Wiki's definition of abalone as "small to very large edible sea snails" hardly does this creature justice. Its thick shell serves as excellent protection against predators, and it's "foot" allows it to both move reasonably rapidly and to clamp down hard under its protective shell when threatened. The shell's unique structure is being studied for ways to improve the strength of ceramics including body armor applications because of its unusual ability to absorb energy without shattering. Finnish researchers have already developed a paper-thin reinforcing armor based on abalone nacre which can be painted on.

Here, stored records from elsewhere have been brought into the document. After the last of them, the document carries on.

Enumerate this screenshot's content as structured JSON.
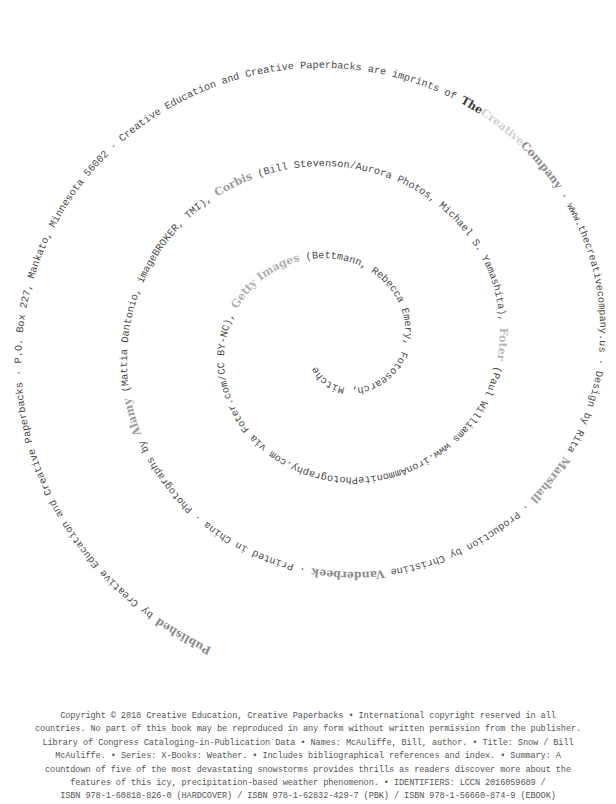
{
  "page": {
    "background": "#ffffff",
    "text_color": "#4a4a4a"
  },
  "spiral": {
    "center": [
      338,
      345
    ],
    "segments": [
      {
        "text": "Published",
        "style": "logo",
        "color": "#8a8a8a"
      },
      {
        "text": " by Creative Education and Creative Paperbacks · P.O. Box 227, Mankato, Minnesota 56002 · Creative Education and Creative Paperbacks are imprints of ",
        "style": "plain"
      },
      {
        "text": "The",
        "style": "logo",
        "color": "#3a3a3a"
      },
      {
        "text": "Creative",
        "style": "logo",
        "color": "#d0d0d0"
      },
      {
        "text": "Company",
        "style": "logo",
        "color": "#8a8a8a"
      },
      {
        "text": " · www.thecreativecompany.us · Design by Rita ",
        "style": "plain"
      },
      {
        "text": "Marshall",
        "style": "logo",
        "color": "#9a9a9a"
      },
      {
        "text": " · Production by Christine ",
        "style": "plain"
      },
      {
        "text": "Vanderbeek",
        "style": "logo",
        "color": "#8a8a8a"
      },
      {
        "text": " · Printed in China · Photographs by ",
        "style": "plain"
      },
      {
        "text": "Alamy",
        "style": "logo",
        "color": "#9a9a9a"
      },
      {
        "text": " (Mattia Dantonio, imageBROKER, TMI), ",
        "style": "plain"
      },
      {
        "text": "Corbis",
        "style": "logo",
        "color": "#9a9a9a"
      },
      {
        "text": " (Bill Stevenson/Aurora Photos, Michael S. Yamashita), ",
        "style": "plain"
      },
      {
        "text": "Foter",
        "style": "logo",
        "color": "#b8b8b8"
      },
      {
        "text": " (Paul Williams www.ironAmmonitePhotography.com via Foter.com/CC BY-NC), ",
        "style": "plain"
      },
      {
        "text": "Getty Images",
        "style": "logo",
        "color": "#b0b0b0"
      },
      {
        "text": " (Bettmann, Rebecca Emery, Fotosearch, Mitchell Funk, David W. Hamilton), ",
        "style": "plain"
      },
      {
        "text": "iStockphoto",
        "style": "logo",
        "color": "#d0d0d0"
      },
      {
        "text": " (Don Komarechka 2009, Jonathan Lesage, tatulaju), ",
        "style": "plain"
      },
      {
        "text": "Shutterstock",
        "style": "logo",
        "color": "#3a3a3a"
      },
      {
        "text": " (boscorelli, Jorg Hackemann, Kudryashka, Yegor Larin, Stephen Marques, Romas_Photo, Yaping)",
        "style": "plain"
      }
    ]
  },
  "copyright": {
    "lines": [
      "Copyright © 2018 Creative Education, Creative Paperbacks • International copyright reserved in all",
      "countries. No part of this book may be reproduced in any form without written permission from the publisher.",
      "Library of Congress Cataloging-in-Publication Data • Names: McAuliffe, Bill, author. • Title: Snow / Bill",
      "McAuliffe. • Series: X-Books: Weather. • Includes bibliographical references and index. • Summary: A",
      "countdown of five of the most devastating snowstorms provides thrills as readers discover more about the",
      "features of this icy, precipitation-based weather phenomenon. • IDENTIFIERS: LCCN 2016059689 /",
      "ISBN 978-1-60818-826-0 (HARDCOVER) / ISBN 978-1-62832-429-7 (PBK) / ISBN 978-1-56660-874-9 (EBOOK)"
    ]
  }
}
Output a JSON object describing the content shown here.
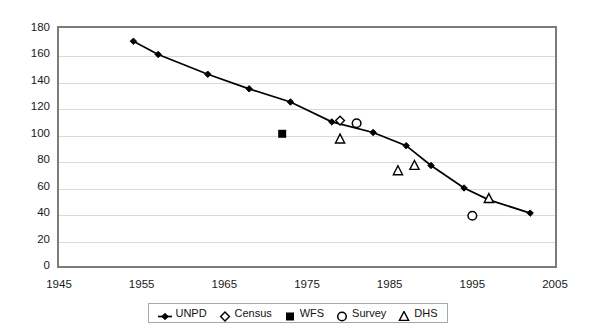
{
  "chart_data": {
    "type": "line",
    "title": "",
    "subtitle": "",
    "xlabel": "",
    "ylabel": "",
    "xlim": [
      1945,
      2005
    ],
    "ylim": [
      0,
      180
    ],
    "xticks": [
      1945,
      1955,
      1965,
      1975,
      1985,
      1995,
      2005
    ],
    "yticks": [
      0,
      20,
      40,
      60,
      80,
      100,
      120,
      140,
      160,
      180
    ],
    "grid": "horizontal",
    "legend_position": "bottom-center",
    "series": [
      {
        "name": "UNPD",
        "marker": "filled-diamond",
        "line": true,
        "color": "#000000",
        "points": [
          {
            "x": 1954,
            "y": 170
          },
          {
            "x": 1957,
            "y": 160
          },
          {
            "x": 1963,
            "y": 145
          },
          {
            "x": 1968,
            "y": 134
          },
          {
            "x": 1973,
            "y": 124
          },
          {
            "x": 1978,
            "y": 109
          },
          {
            "x": 1983,
            "y": 101
          },
          {
            "x": 1987,
            "y": 91
          },
          {
            "x": 1990,
            "y": 76
          },
          {
            "x": 1994,
            "y": 59
          },
          {
            "x": 1997,
            "y": 50
          },
          {
            "x": 2002,
            "y": 40
          }
        ]
      },
      {
        "name": "Census",
        "marker": "open-diamond",
        "line": false,
        "color": "#000000",
        "points": [
          {
            "x": 1979,
            "y": 110
          }
        ]
      },
      {
        "name": "WFS",
        "marker": "filled-square",
        "line": false,
        "color": "#000000",
        "points": [
          {
            "x": 1972,
            "y": 100
          }
        ]
      },
      {
        "name": "Survey",
        "marker": "open-circle",
        "line": false,
        "color": "#000000",
        "points": [
          {
            "x": 1981,
            "y": 108
          },
          {
            "x": 1995,
            "y": 38
          }
        ]
      },
      {
        "name": "DHS",
        "marker": "open-triangle",
        "line": false,
        "color": "#000000",
        "points": [
          {
            "x": 1979,
            "y": 96
          },
          {
            "x": 1986,
            "y": 72
          },
          {
            "x": 1988,
            "y": 76
          },
          {
            "x": 1997,
            "y": 51
          }
        ]
      }
    ]
  },
  "legend": {
    "items": [
      {
        "label": "UNPD",
        "marker": "filled-diamond"
      },
      {
        "label": "Census",
        "marker": "open-diamond"
      },
      {
        "label": "WFS",
        "marker": "filled-square"
      },
      {
        "label": "Survey",
        "marker": "open-circle"
      },
      {
        "label": "DHS",
        "marker": "open-triangle"
      }
    ]
  },
  "colors": {
    "series": "#000000",
    "gridline": "#d9d9d9",
    "frame": "#7b7b7b",
    "background": "#ffffff"
  }
}
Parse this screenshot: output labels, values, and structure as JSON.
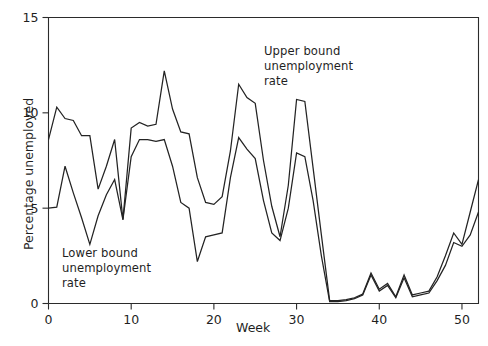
{
  "chart_data": {
    "type": "line",
    "title": "",
    "xlabel": "Week",
    "ylabel": "Percentage unemployed",
    "xlim": [
      0,
      52
    ],
    "ylim": [
      0,
      15
    ],
    "xticks": [
      0,
      10,
      20,
      30,
      40,
      50
    ],
    "yticks": [
      0,
      5,
      10,
      15
    ],
    "xtick_labels": [
      "0",
      "10",
      "20",
      "30",
      "40",
      "50"
    ],
    "ytick_labels": [
      "0",
      "5",
      "10",
      "15"
    ],
    "grid": false,
    "legend": "none",
    "line_color": "#232323",
    "frame_color": "#2b2b2b",
    "annotations": [
      {
        "name": "upper-bound-annotation",
        "text": "Upper bound\nunemployment\nrate",
        "x": 29.5,
        "y": 13.0
      },
      {
        "name": "lower-bound-annotation",
        "text": "Lower bound\nunemployment\nrate",
        "x": 2.0,
        "y": 3.2
      }
    ],
    "x": [
      0,
      1,
      2,
      3,
      4,
      5,
      6,
      7,
      8,
      9,
      10,
      11,
      12,
      13,
      14,
      15,
      16,
      17,
      18,
      19,
      20,
      21,
      22,
      23,
      24,
      25,
      26,
      27,
      28,
      29,
      30,
      31,
      32,
      33,
      34,
      35,
      36,
      37,
      38,
      39,
      40,
      41,
      42,
      43,
      44,
      45,
      46,
      47,
      48,
      49,
      50,
      51,
      52
    ],
    "series": [
      {
        "name": "Upper bound unemployment rate",
        "values": [
          8.6,
          10.3,
          9.7,
          9.6,
          8.8,
          8.8,
          6.0,
          7.2,
          8.6,
          4.4,
          9.2,
          9.5,
          9.3,
          9.4,
          12.2,
          10.2,
          9.0,
          8.9,
          6.6,
          5.3,
          5.2,
          5.6,
          8.0,
          11.5,
          10.8,
          10.5,
          7.5,
          5.1,
          3.5,
          6.2,
          10.7,
          10.6,
          7.1,
          3.6,
          0.15,
          0.15,
          0.2,
          0.3,
          0.5,
          1.6,
          0.75,
          1.05,
          0.35,
          1.5,
          0.45,
          0.55,
          0.65,
          1.4,
          2.5,
          3.7,
          3.1,
          4.8,
          6.5
        ]
      },
      {
        "name": "Lower bound unemployment rate",
        "values": [
          5.0,
          5.05,
          7.2,
          5.8,
          4.5,
          3.1,
          4.6,
          5.7,
          6.5,
          4.4,
          7.7,
          8.6,
          8.6,
          8.5,
          8.6,
          7.2,
          5.3,
          5.0,
          2.2,
          3.5,
          3.6,
          3.7,
          6.6,
          8.7,
          8.1,
          7.6,
          5.4,
          3.7,
          3.3,
          5.0,
          7.9,
          7.7,
          5.4,
          2.5,
          0.1,
          0.1,
          0.15,
          0.25,
          0.45,
          1.5,
          0.65,
          0.95,
          0.3,
          1.35,
          0.35,
          0.45,
          0.55,
          1.2,
          2.0,
          3.2,
          3.0,
          3.6,
          4.8
        ]
      }
    ]
  }
}
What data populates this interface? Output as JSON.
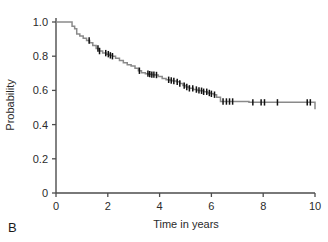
{
  "figure": {
    "panel_label": "B",
    "background_color": "#ffffff"
  },
  "chart_data": {
    "type": "line",
    "subtype": "kaplan-meier-step",
    "title": "",
    "subtitle": "",
    "xlabel": "Time in years",
    "ylabel": "Probability",
    "xlim": [
      0,
      10
    ],
    "ylim": [
      0,
      1.0
    ],
    "xticks": [
      0,
      2,
      4,
      6,
      8,
      10
    ],
    "xtick_labels": [
      "0",
      "2",
      "4",
      "6",
      "8",
      "10"
    ],
    "yticks": [
      0,
      0.2,
      0.4,
      0.6,
      0.8,
      1.0
    ],
    "ytick_labels": [
      "0",
      "0.2",
      "0.4",
      "0.6",
      "0.8",
      "1.0"
    ],
    "grid": false,
    "legend": false,
    "legend_position": "none",
    "curve_color": "#8a8a8a",
    "censor_color": "#111111",
    "axis_color": "#4d4d4d",
    "series": [
      {
        "name": "Survival probability",
        "x": [
          0.0,
          0.55,
          0.62,
          0.72,
          0.8,
          0.92,
          1.05,
          1.18,
          1.3,
          1.42,
          1.55,
          1.68,
          1.8,
          1.95,
          2.05,
          2.18,
          2.3,
          2.45,
          2.6,
          2.75,
          2.9,
          3.05,
          3.18,
          3.3,
          3.45,
          3.58,
          3.7,
          3.82,
          3.95,
          4.1,
          4.25,
          4.4,
          4.52,
          4.65,
          4.78,
          4.9,
          5.02,
          5.15,
          5.3,
          5.45,
          5.58,
          5.7,
          5.85,
          6.0,
          6.1,
          6.2,
          6.35,
          7.45,
          10.0
        ],
        "y": [
          1.0,
          1.0,
          0.975,
          0.96,
          0.93,
          0.918,
          0.905,
          0.892,
          0.878,
          0.862,
          0.845,
          0.83,
          0.818,
          0.812,
          0.805,
          0.8,
          0.788,
          0.775,
          0.762,
          0.75,
          0.742,
          0.73,
          0.715,
          0.703,
          0.698,
          0.695,
          0.692,
          0.69,
          0.682,
          0.67,
          0.662,
          0.658,
          0.655,
          0.65,
          0.64,
          0.628,
          0.62,
          0.612,
          0.605,
          0.6,
          0.598,
          0.592,
          0.585,
          0.58,
          0.575,
          0.56,
          0.535,
          0.53,
          0.49
        ]
      }
    ],
    "censor_marks_x": [
      1.28,
      1.62,
      1.68,
      1.92,
      2.02,
      2.1,
      2.18,
      3.22,
      3.55,
      3.62,
      3.7,
      3.78,
      3.88,
      4.35,
      4.45,
      4.55,
      4.68,
      4.78,
      4.95,
      5.05,
      5.15,
      5.28,
      5.42,
      5.52,
      5.62,
      5.7,
      5.82,
      5.92,
      6.0,
      6.12,
      6.45,
      6.58,
      6.7,
      6.82,
      7.6,
      7.92,
      8.05,
      8.55,
      9.7,
      9.82
    ]
  }
}
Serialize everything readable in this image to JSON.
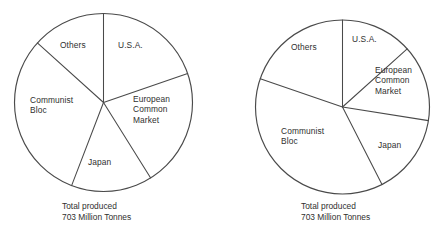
{
  "figure": {
    "width": 448,
    "height": 240,
    "background": "#ffffff",
    "stroke_color": "#4a4a4a",
    "text_color": "#30302f"
  },
  "chart_data": [
    {
      "type": "pie",
      "id": "pie-left",
      "title": "",
      "caption": "Total produced\n703 Million Tonnes",
      "total_label": "Total produced",
      "total_value_label": "703 Million Tonnes",
      "total_value": 703,
      "units": "Million Tonnes",
      "grid": false,
      "legend": "none",
      "labels_position": "inside-slice",
      "start_angle_deg": 0,
      "direction": "clockwise",
      "center": {
        "x": 103.5,
        "y": 102.5
      },
      "radius": 89,
      "categories": [
        "U.S.A.",
        "European Common Market",
        "Japan",
        "Communist Bloc",
        "Others"
      ],
      "values": [
        19.7,
        21.4,
        14.7,
        30.8,
        13.4
      ],
      "slices": [
        {
          "label": "U.S.A.",
          "start_deg": 0,
          "end_deg": 71,
          "percent": 19.7,
          "label_x": 118,
          "label_y": 40
        },
        {
          "label": "European\nCommon\nMarket",
          "start_deg": 71,
          "end_deg": 148,
          "percent": 21.4,
          "label_x": 133,
          "label_y": 94
        },
        {
          "label": "Japan",
          "start_deg": 148,
          "end_deg": 201,
          "percent": 14.7,
          "label_x": 88,
          "label_y": 157
        },
        {
          "label": "Communist\nBloc",
          "start_deg": 201,
          "end_deg": 312,
          "percent": 30.8,
          "label_x": 30,
          "label_y": 95
        },
        {
          "label": "Others",
          "start_deg": 312,
          "end_deg": 360,
          "percent": 13.4,
          "label_x": 60,
          "label_y": 40
        }
      ],
      "caption_x": 62,
      "caption_y": 201
    },
    {
      "type": "pie",
      "id": "pie-right",
      "title": "",
      "caption": "Total produced\n703 Million Tonnes",
      "total_label": "Total produced",
      "total_value_label": "703 Million Tonnes",
      "total_value": 703,
      "units": "Million Tonnes",
      "grid": false,
      "legend": "none",
      "labels_position": "inside-slice",
      "start_angle_deg": 0,
      "direction": "clockwise",
      "center": {
        "x": 342.5,
        "y": 107
      },
      "radius": 87,
      "categories": [
        "U.S.A.",
        "European Common Market",
        "Japan",
        "Communist Bloc",
        "Others"
      ],
      "values": [
        13.3,
        14.2,
        15.0,
        37.8,
        19.7
      ],
      "slices": [
        {
          "label": "U.S.A.",
          "start_deg": 0,
          "end_deg": 48,
          "percent": 13.3,
          "label_x": 352,
          "label_y": 34
        },
        {
          "label": "European\nCommon\nMarket",
          "start_deg": 48,
          "end_deg": 99,
          "percent": 14.2,
          "label_x": 375,
          "label_y": 65
        },
        {
          "label": "Japan",
          "start_deg": 99,
          "end_deg": 153,
          "percent": 15.0,
          "label_x": 378,
          "label_y": 140
        },
        {
          "label": "Communist\nBloc",
          "start_deg": 153,
          "end_deg": 289,
          "percent": 37.8,
          "label_x": 281,
          "label_y": 126
        },
        {
          "label": "Others",
          "start_deg": 289,
          "end_deg": 360,
          "percent": 19.7,
          "label_x": 291,
          "label_y": 42
        }
      ],
      "caption_x": 301,
      "caption_y": 201
    }
  ]
}
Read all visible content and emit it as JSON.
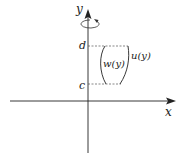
{
  "diagram": {
    "axes": {
      "x_label": "x",
      "y_label": "y"
    },
    "bounds": {
      "upper_label": "d",
      "lower_label": "c"
    },
    "curves": {
      "inner_label": "w(y)",
      "outer_label": "u(y)"
    },
    "rotation_icon": "rotate-around-y-axis-icon",
    "colors": {
      "line": "#222222",
      "dashed": "#555555"
    }
  }
}
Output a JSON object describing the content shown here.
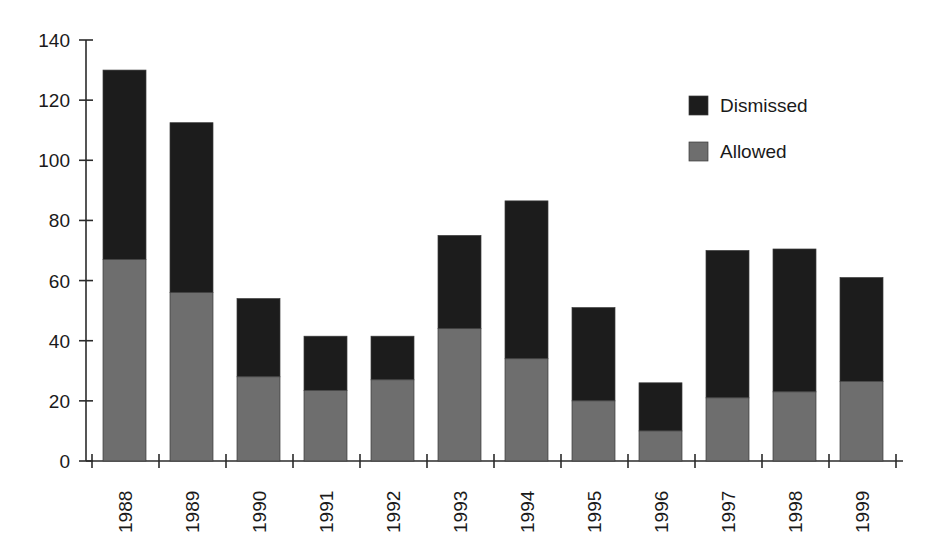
{
  "chart_data": {
    "type": "bar",
    "subtype": "stacked-vertical",
    "title": "",
    "subtitle": "",
    "xlabel": "",
    "ylabel": "",
    "categories": [
      "1988",
      "1989",
      "1990",
      "1991",
      "1992",
      "1993",
      "1994",
      "1995",
      "1996",
      "1997",
      "1998",
      "1999"
    ],
    "series": [
      {
        "name": "Allowed",
        "color": "#6e6e6e",
        "stack_order": 0,
        "values": [
          67,
          56,
          28,
          23.5,
          27,
          44,
          34,
          20,
          10,
          21,
          23,
          26.5
        ]
      },
      {
        "name": "Dismissed",
        "color": "#1c1c1c",
        "stack_order": 1,
        "values": [
          63,
          56.5,
          26,
          18,
          14.5,
          31,
          52.5,
          31,
          16,
          49,
          47.5,
          34.5
        ]
      }
    ],
    "totals": [
      130,
      112.5,
      54,
      41.5,
      41.5,
      75,
      86.5,
      51,
      26,
      70,
      70.5,
      61
    ],
    "ylim": [
      0,
      140
    ],
    "yticks": [
      0,
      20,
      40,
      60,
      80,
      100,
      120,
      140
    ],
    "ytick_labels": [
      "0",
      "20",
      "40",
      "60",
      "80",
      "100",
      "120",
      "140"
    ],
    "grid": false,
    "legend_position": "top-right",
    "legend_entries": [
      {
        "label": "Dismissed",
        "swatch_color": "#1c1c1c",
        "swatch_name": "legend-swatch-dismissed"
      },
      {
        "label": "Allowed",
        "swatch_color": "#6e6e6e",
        "swatch_name": "legend-swatch-allowed"
      }
    ],
    "xtick_label_rotation": -90,
    "axis_color": "#2b2b2b",
    "background_color": "#ffffff"
  }
}
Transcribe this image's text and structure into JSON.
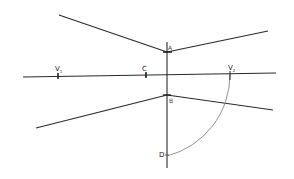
{
  "diagram": {
    "type": "two-point perspective construction (hand-drawn)",
    "colors": {
      "ink": "#2a2a2a",
      "arc": "#888888",
      "background": "#ffffff"
    },
    "labels": {
      "v1": "V",
      "v1_sub": "1",
      "c": "C",
      "v2": "V",
      "v2_sub": "2",
      "a": "A",
      "b": "B",
      "d": "D"
    },
    "points": {
      "V1": [
        58,
        76
      ],
      "C": [
        146,
        75
      ],
      "V2": [
        230,
        74
      ],
      "A": [
        167,
        52
      ],
      "B": [
        167,
        95
      ],
      "D": [
        167,
        155
      ]
    },
    "lines": [
      {
        "name": "horizon-line",
        "from": [
          23,
          77
        ],
        "to": [
          276,
          73
        ]
      },
      {
        "name": "vertical-line",
        "from": [
          167,
          42
        ],
        "to": [
          167,
          168
        ]
      },
      {
        "name": "upper-left-line",
        "from": [
          59,
          15
        ],
        "to": [
          167,
          52
        ]
      },
      {
        "name": "upper-right-line",
        "from": [
          167,
          52
        ],
        "to": [
          268,
          31
        ]
      },
      {
        "name": "lower-left-line",
        "from": [
          36,
          128
        ],
        "to": [
          167,
          95
        ]
      },
      {
        "name": "lower-right-line",
        "from": [
          167,
          95
        ],
        "to": [
          273,
          110
        ]
      }
    ],
    "arc": {
      "center": [
        146,
        75
      ],
      "radius": 84,
      "from": "V2",
      "to": "D"
    }
  }
}
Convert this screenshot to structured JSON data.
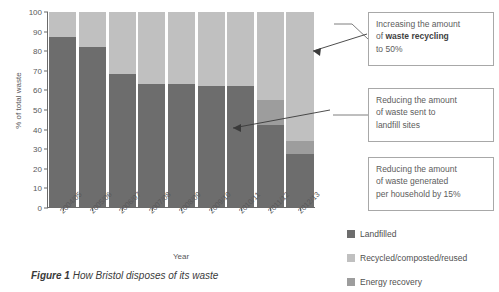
{
  "figure": {
    "caption_label": "Figure 1",
    "caption_text": "How Bristol disposes of its waste"
  },
  "chart_data": {
    "type": "bar",
    "stacked": true,
    "title": "",
    "xlabel": "Year",
    "ylabel": "% of total waste",
    "ylim": [
      0,
      100
    ],
    "yticks": [
      0,
      10,
      20,
      30,
      40,
      50,
      60,
      70,
      80,
      90,
      100
    ],
    "grid": false,
    "legend_position": "bottom-right",
    "categories": [
      "2004/05",
      "2005/06",
      "2006/07",
      "2007/08",
      "2008/09",
      "2009/10",
      "2010/11",
      "2011/12",
      "2012/13"
    ],
    "series": [
      {
        "name": "Landfilled",
        "color": "#6d6d6d",
        "values": [
          87,
          82,
          68,
          63,
          63,
          62,
          62,
          42,
          27
        ]
      },
      {
        "name": "Energy recovery",
        "color": "#9d9d9d",
        "values": [
          0,
          0,
          0,
          0,
          0,
          0,
          0,
          13,
          7
        ]
      },
      {
        "name": "Recycled/composted/reused",
        "color": "#c0c0c0",
        "values": [
          13,
          18,
          32,
          37,
          37,
          38,
          38,
          45,
          66
        ]
      }
    ]
  },
  "annotations": [
    {
      "id": "callout-1",
      "line1": "Increasing the amount",
      "line2_prefix": "of ",
      "line2_bold": "waste recycling",
      "line3": "to 50%"
    },
    {
      "id": "callout-2",
      "line1": "Reducing the amount",
      "line2": "of waste sent to",
      "line3": "landfill sites"
    },
    {
      "id": "callout-3",
      "line1": "Reducing the amount",
      "line2": "of waste generated",
      "line3": "per household by 15%"
    }
  ]
}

Most of the articles Google offers about the abalone relate to human uses. I had to delve a little more deeply to discover that the vegetarian abalone has primitive eyes on the ends of retractable stalks, long tentacles, and a tongue with rasp-like teeth which can be 1/3 of the animal's total length. Their nervous system does not include a brain. Because the animals are relatively sedentary, their shell often becomes home for other creatures and one article claimed that as many as 90 species of small gastropods have been found living on red abalone shells. And did you know that all abalone are hemophiliacs? This is the reason responsible sport divers measure the animals before removing them from the rocks to avoid harming undersized individuals.

Somehow we have arrived at the same point we arrived at in the last article I wrote on the Poppy Bouquet Necklace, namely how to account for the extraordinary beauty of these shells? We have learned the abalone is a brainless snail, highly prized for its meat; that it carries its cleverly armored home right along with it, that its visual system is primitive at best... and yet somehow the inside of its home is decorated beyond any sensible reason. Obviously the amazingly colorful interior doesn't help ward off predators, in fact it invites predation by man. Neither can the hidden brilliance attract mates. One can understand why the inside of the shell would be smooth and comfy but none of the evolutionary benefits we've mentioned seem to require over-the-top iridescent colors. (In fact, a little abalone goes a long way in jewelry, I added the abalone-colored freshwater pearls to this composition to avoid abalone burnout!) The abalone does not appear in The Medicine Cards but perhaps it deserves a place there. Abalone may be reminding us to observe something in ourselves which is beneath ego, a structural element but not a private possession; something originally true, good and beautiful. I hope you will order this necklace and enjoy contemplating the theme of inner beauty when you wear it.

By the way, the back of the leaf displays the natural carmel-colored shell. The three abalone beads have been laminated so they display iridescent colors on both sides.